Tales to Infuriate dropped Space Ghost as its title character after just 17 issues in November 1963 and would become a Golden Age reprint comic for the remainder of the decade.


Catching Fire


“I got the call about 4 in the morning,” explains Babs Bennett. “And whenever you get that kind of call, you know its not good news.” The call was from Marty Feinberg, he had told her that the Parody Comics’ building was on fire. “I got dressed real quick and rushed down there. The entire staff was outside and we all just stood there in silence as we watched it burn.”

Fire-fighters spent hours combating the blaze, but to no avail. “Marty was really quiet,” John Buscema recalls. “It was the only time I saw him cry. I hated the place - it was cold and damp and smelt funny in the summer, the noise could drive you crazy… but to watch the place burn like that. It was heartbreaking.”

Ian Watson agrees. “I spent my entire life in that place, most of my youth I scrubbed its dirty floor, as an adult I sat in an office next to Marty, trying to figure out what plot I could come up with that the Dark Knight could combat, or how the Lair Legion could save the world this time…when I watched the building burn, all I could think about was my first day there back in the forties.”

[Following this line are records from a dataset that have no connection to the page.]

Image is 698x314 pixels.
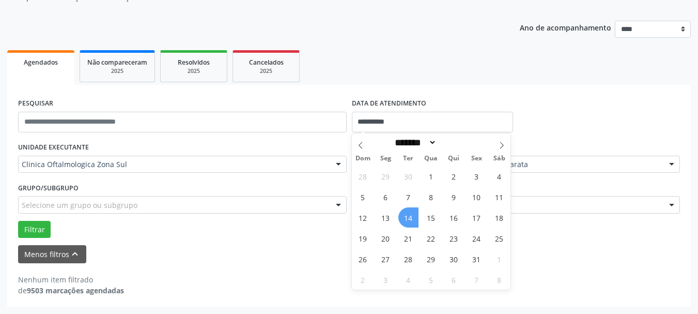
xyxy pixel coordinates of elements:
[24,58,58,67] span: Agendados
[421,166,441,186] span: Outubro 1, 2025
[18,180,79,196] label: Grupo/Subgrupo
[353,228,373,248] span: Outubro 19, 2025
[178,58,210,67] span: Resolvidos
[467,187,487,207] span: Outubro 10, 2025
[467,166,487,186] span: Outubro 3, 2025
[421,249,441,269] span: Outubro 29, 2025
[467,249,487,269] span: Outubro 31, 2025
[421,228,441,248] span: Outubro 22, 2025
[352,96,426,112] label: DATA DE ATENDIMENTO
[18,96,53,112] label: PESQUISAR
[444,269,464,289] span: Novembro 6, 2025
[353,187,373,207] span: Outubro 5, 2025
[444,249,464,269] span: Outubro 30, 2025
[376,187,396,207] span: Outubro 6, 2025
[421,269,441,289] span: Novembro 5, 2025
[376,207,396,227] span: Outubro 13, 2025
[376,249,396,269] span: Outubro 27, 2025
[467,228,487,248] span: Outubro 24, 2025
[488,155,511,162] span: Sáb
[467,269,487,289] span: Novembro 7, 2025
[18,245,86,263] button: Menos filtroskeyboard_arrow_up
[22,159,326,170] span: Clinica Oftalmologica Zona Sul
[353,269,373,289] span: Novembro 2, 2025
[18,285,124,296] div: de
[87,67,147,75] div: 2025
[399,249,419,269] span: Outubro 28, 2025
[18,274,124,285] div: Nenhum item filtrado
[520,21,611,34] p: Ano de acompanhamento
[27,285,124,295] strong: 9503 marcações agendadas
[444,166,464,186] span: Outubro 2, 2025
[489,187,510,207] span: Outubro 11, 2025
[444,207,464,227] span: Outubro 16, 2025
[18,221,51,238] button: Filtrar
[399,228,419,248] span: Outubro 21, 2025
[397,155,420,162] span: Ter
[489,228,510,248] span: Outubro 25, 2025
[376,269,396,289] span: Novembro 3, 2025
[374,155,397,162] span: Seg
[420,155,442,162] span: Qua
[18,140,89,156] label: UNIDADE EXECUTANTE
[489,249,510,269] span: Novembro 1, 2025
[421,187,441,207] span: Outubro 8, 2025
[22,200,137,210] span: Selecione um grupo ou subgrupo
[437,137,471,148] input: Year
[168,67,220,75] div: 2025
[240,67,292,75] div: 2025
[87,58,147,67] span: Não compareceram
[399,207,419,227] span: Outubro 14, 2025
[421,207,441,227] span: Outubro 15, 2025
[467,207,487,227] span: Outubro 17, 2025
[399,269,419,289] span: Novembro 4, 2025
[444,228,464,248] span: Outubro 23, 2025
[442,155,465,162] span: Qui
[465,155,488,162] span: Sex
[69,248,81,259] i: keyboard_arrow_up
[353,249,373,269] span: Outubro 26, 2025
[399,187,419,207] span: Outubro 7, 2025
[353,166,373,186] span: Setembro 28, 2025
[376,228,396,248] span: Outubro 20, 2025
[376,166,396,186] span: Setembro 29, 2025
[399,166,419,186] span: Setembro 30, 2025
[353,207,373,227] span: Outubro 12, 2025
[489,269,510,289] span: Novembro 8, 2025
[352,155,375,162] span: Dom
[392,137,437,148] select: Month
[489,166,510,186] span: Outubro 4, 2025
[444,187,464,207] span: Outubro 9, 2025
[489,207,510,227] span: Outubro 18, 2025
[249,58,284,67] span: Cancelados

“We never knew who or what caused it,” recounts Boxleitner. “It may have been that women’s group, who knows?”

With the building certified as unsafe, the “warehouse years” were over.

Parody would resume publishing comics after two months, by which time the company would already show signs of the major changes that were about to occur.


Next: The Psychedelic Age continues as the arrival of two super-star super-heroes make their debut, Parody Comics gets a new home and Amazing Guy becomes a TV star.